- cross-posted to:
- juchegang@lemmygrad.ml
- cross-posted to:
- juchegang@lemmygrad.ml
Is there any merit to either story or are they both just bullshit? I assume the rfa story is most likely BS?
RFA story is almost certainly just a load of BS, the other one links back to here (not sure whether this is a DPRK-owned website or not as I can’t read Korean)
From reading the articles I would conclude the following:
- RFA, a US-funded asian ‘news broadcaster’, very likely has created this piece of propaganda as an attempt to use the popularity of the Squid Games to disseminate mis-information about North Korea
and
- North Korea did pass a law that specifies death as a possible penalty for distributing South Korean content
So… everyone sucks.
Oddly enough, I can’t find much info on that law, there isn’t even a Wikipedia article for it or anything
That NKnews site is also American. I thought that something like this would be easy to verify, so I have tried to find a bit more information, and according to this site:
https://www.38north.org/2021/11/north-korea-intensifies-war-against-foreign-influence/
While the text of the law was not made public outside of the North, anecdotal reports since indicate that this has prompted a widespread crackdown on foreign content and influence in the country.
So, perhaps it is not as simple.
Yeah NKNews links back to RFA in a lot of cases, and they often just blatantly make shit up on their own w/ “unspecified sources”
"During the cold war, the anticommunist ideological framework could transform any data about existing communist societies into hostile evidence. If the Soviets refused to negotiate a point, they were intransigent and belligerent; if they appeared willing to make concessions, this was but a skillful ploy to put us off our guard. By opposing arms limitations, they would have demonstrated their aggressive intent; but when in fact they supported most armament treaties, it was because they were mendacious and manipulative. If the churches in the USSR were empty, this demonstrated that religion was suppressed; but if the churches were full, this meant the people were rejecting the regime’s atheistic ideology. If the workers went on strike (as happened on infrequent occasions), this was evidence of their alienation from the collectivist system; if they didn’t go on strike, this was because they were intimidated and lacked freedom. A scarcity of consumer goods demonstrated the failure of the economic system; an improvement in consumer supplies meant only that the leaders were attempting to placate a restive population and so maintain a firmer hold over them.
If communists in the United States played an important role struggling for the rights of workers, the poor, African-Americans, women, and others, this was only their guileful way of gathering support among disfranchised groups and gaining power for themselves. How one gained power by fighting for the rights of powerless groups was never explained. What we are dealing with is a nonfalsifiable orthodoxy, so assiduously marketed by the ruling interests that it affected people across the entire political spectrum."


### Assigned task
Give back, exactly and with nothing else, the lines running from the one that contains "Retrieve human face bounding box." to the end of the entries below; do not include pictures.

Dataset entries
****************************************

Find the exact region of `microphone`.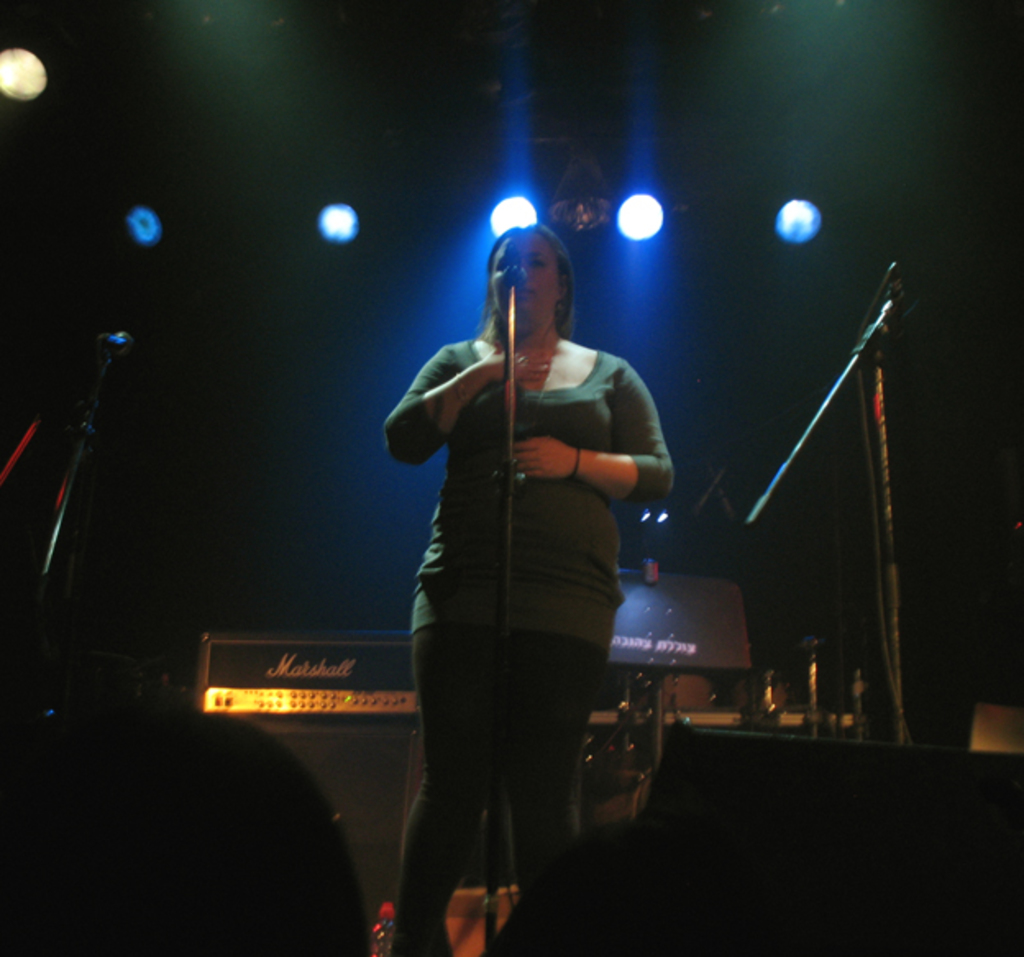
Exact region: locate(497, 238, 527, 291).
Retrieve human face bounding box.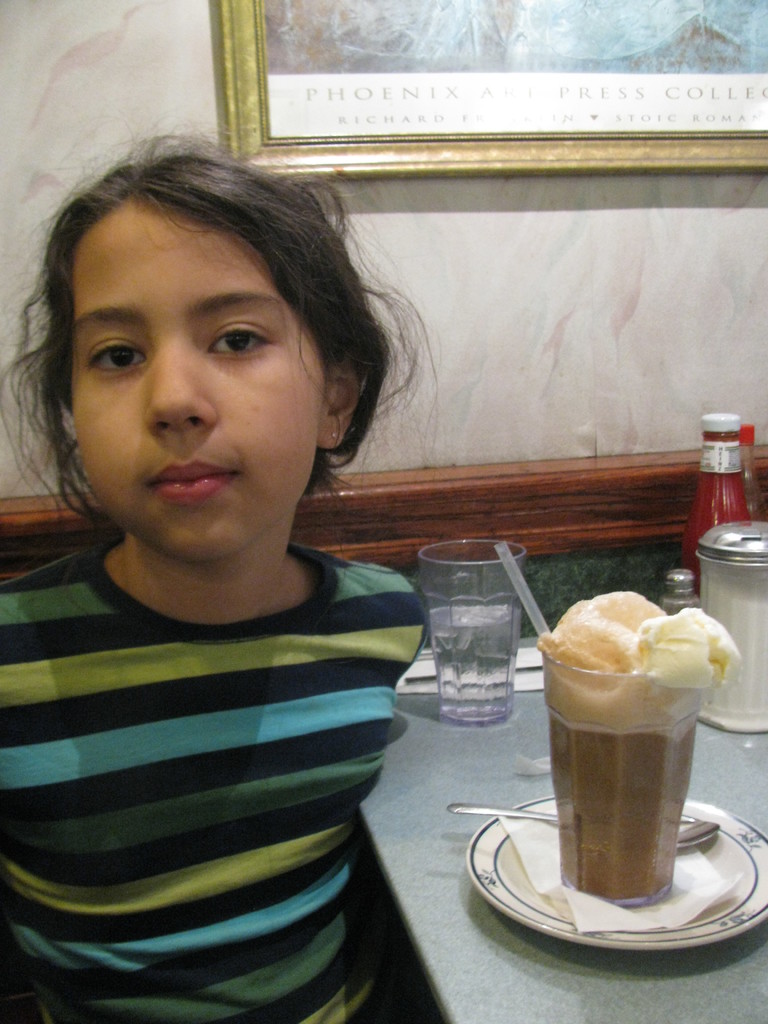
Bounding box: (72,194,323,563).
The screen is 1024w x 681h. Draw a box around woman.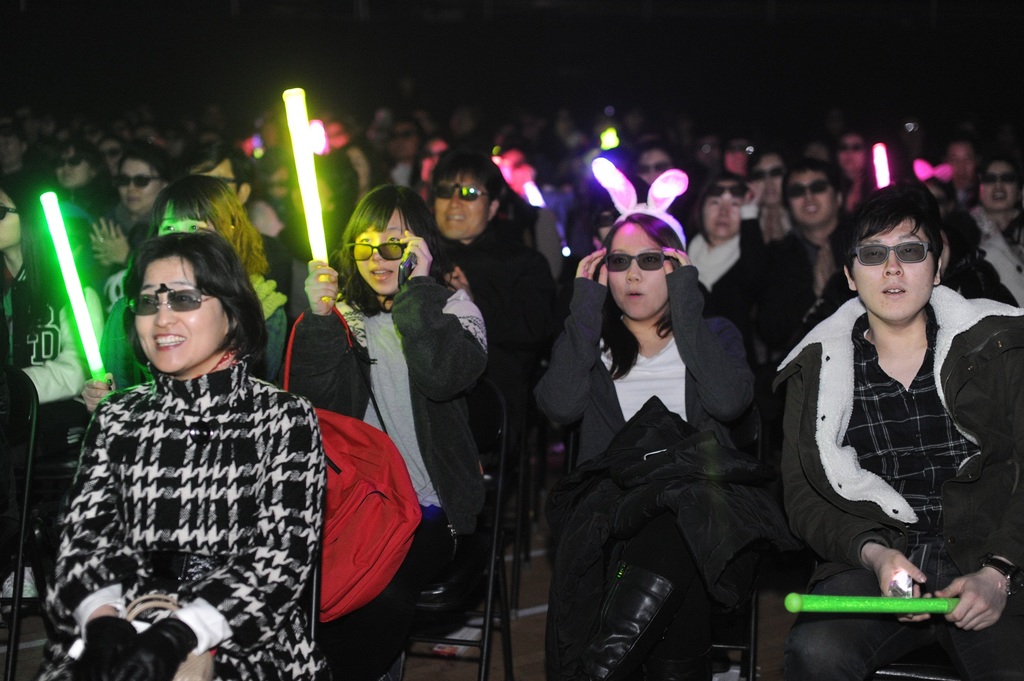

****************************************

### Completed exercise
Retrieve human face bounding box.
Bounding box: (72,194,323,563).
The screen is 1024w x 681h. Draw a box around woman.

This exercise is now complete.